Community Standards and Recommendations Supporting Open Scholarship: A Host of Benefits for All

56:00

2022 | Jun 02, Anna Jester, Gerry Grenier, Alison McGonagle-O'Connell, Nettie Lagace

The Open scholarship movement is working to make scholarly outputs and processes accessible and reusable. By now, many—if not most—organizations support these principles and include open scholarship strategies in their own products and services. SSP participants work for dozens of different organizations with their own programs and plans, but we should connect with each other and collaborate to boost individual efficiencies in this area by creating and adopting community-based standards and recommendations. This session will highlight a number of NISO efforts, such as CRediT, Peer Review Taxonomy, and Publisher-Repository Interoperability, where diverse stakeholders have gathered to create standard solutions that advance open scholarship concepts and produce platforms for open scholarship advancements. As organizations collaborate with each other on standards initiatives, they are also supporting their employees in practical networking: making further connections with diverse interests, gaining technical education, and advancing and enriching careers. || Learning Level: Applied || Speakers: Nettie Lagace; Alison McGonagle-O'Connell; Anna Jester; Gerry Grenier
On-Demand Meetings

Improving Research Workflows with Metadata

01:09:19

2023 | Jun 02, Anna Jester, Ginny Hendricks, Rob O'Donnell, Alice Meadows, Ana Heredia

Scholarly information is fragmented, workflows are inefficient, and trust in research has been eroding in recent years.
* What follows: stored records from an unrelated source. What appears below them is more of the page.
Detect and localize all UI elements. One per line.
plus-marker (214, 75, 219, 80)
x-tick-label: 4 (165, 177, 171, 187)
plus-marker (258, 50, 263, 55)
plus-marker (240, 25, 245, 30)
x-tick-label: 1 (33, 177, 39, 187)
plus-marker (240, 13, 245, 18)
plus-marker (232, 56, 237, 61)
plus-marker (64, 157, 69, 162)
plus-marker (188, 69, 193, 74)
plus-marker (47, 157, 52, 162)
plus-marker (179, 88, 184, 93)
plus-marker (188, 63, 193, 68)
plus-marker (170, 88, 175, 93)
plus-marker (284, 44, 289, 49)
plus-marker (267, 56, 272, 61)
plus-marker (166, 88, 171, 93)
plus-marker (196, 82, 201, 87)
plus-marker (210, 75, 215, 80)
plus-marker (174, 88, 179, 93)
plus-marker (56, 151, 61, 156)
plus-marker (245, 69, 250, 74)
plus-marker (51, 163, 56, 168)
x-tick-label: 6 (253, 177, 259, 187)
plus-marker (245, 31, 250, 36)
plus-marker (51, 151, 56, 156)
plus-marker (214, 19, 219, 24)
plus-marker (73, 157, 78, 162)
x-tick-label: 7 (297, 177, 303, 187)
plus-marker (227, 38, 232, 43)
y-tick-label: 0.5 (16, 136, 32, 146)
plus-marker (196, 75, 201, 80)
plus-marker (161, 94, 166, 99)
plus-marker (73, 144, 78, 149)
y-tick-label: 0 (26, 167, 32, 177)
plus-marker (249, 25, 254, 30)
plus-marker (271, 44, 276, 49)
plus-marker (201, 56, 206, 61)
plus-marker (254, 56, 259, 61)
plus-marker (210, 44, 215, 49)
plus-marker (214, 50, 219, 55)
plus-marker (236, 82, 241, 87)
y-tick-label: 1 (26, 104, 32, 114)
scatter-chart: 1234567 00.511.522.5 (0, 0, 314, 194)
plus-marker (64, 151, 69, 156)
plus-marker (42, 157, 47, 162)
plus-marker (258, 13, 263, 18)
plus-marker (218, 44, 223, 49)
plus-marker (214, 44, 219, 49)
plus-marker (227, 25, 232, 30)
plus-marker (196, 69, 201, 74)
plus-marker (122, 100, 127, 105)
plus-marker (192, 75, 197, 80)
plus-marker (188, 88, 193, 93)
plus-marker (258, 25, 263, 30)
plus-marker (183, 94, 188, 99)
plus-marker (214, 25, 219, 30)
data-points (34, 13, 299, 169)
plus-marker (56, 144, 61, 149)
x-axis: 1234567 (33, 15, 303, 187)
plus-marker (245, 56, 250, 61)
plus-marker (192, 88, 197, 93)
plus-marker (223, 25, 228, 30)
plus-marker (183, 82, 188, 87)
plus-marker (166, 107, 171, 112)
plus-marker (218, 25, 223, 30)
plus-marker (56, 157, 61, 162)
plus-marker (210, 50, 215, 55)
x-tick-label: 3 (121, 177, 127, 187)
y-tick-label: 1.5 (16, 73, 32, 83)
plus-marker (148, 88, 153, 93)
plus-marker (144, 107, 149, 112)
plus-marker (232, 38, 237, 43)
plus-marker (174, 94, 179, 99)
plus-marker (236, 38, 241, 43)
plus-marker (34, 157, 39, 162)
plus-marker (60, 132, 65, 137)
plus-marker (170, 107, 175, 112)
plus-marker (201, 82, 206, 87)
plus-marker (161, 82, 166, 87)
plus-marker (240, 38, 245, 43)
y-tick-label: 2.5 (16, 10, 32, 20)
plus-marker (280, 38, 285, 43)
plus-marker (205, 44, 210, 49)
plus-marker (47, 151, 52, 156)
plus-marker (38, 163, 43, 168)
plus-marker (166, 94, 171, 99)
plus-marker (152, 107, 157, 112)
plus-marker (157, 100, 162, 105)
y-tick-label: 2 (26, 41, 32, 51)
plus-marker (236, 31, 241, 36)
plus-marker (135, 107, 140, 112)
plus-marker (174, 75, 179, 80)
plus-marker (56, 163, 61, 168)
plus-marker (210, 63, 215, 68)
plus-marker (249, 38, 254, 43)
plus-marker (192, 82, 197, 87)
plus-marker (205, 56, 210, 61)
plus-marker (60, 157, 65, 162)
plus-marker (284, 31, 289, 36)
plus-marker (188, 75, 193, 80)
There are a number of reasons for this: too much time is being spent on administrative tasks; content discoverability, including access rights, is not optimized; researchers aren't getting the recognition they deserve and their publishers want; and there's a lack of the transparency needed to (re)build trust in research. In addition, publishers, in particular, need better information to improve strategic decision-making. Recent reports from Australia and the UK have shown that widespread adoption of persistent identifiers (PIDs) and their associated metadata could save tens of thousands of researcher hours and tens of millions of dollars for each of those two countries. In this session, you will hear from a broad range of stakeholders about how publishers, libraries, and other stakeholders can contribute to and benefit from improved scholarly workflows.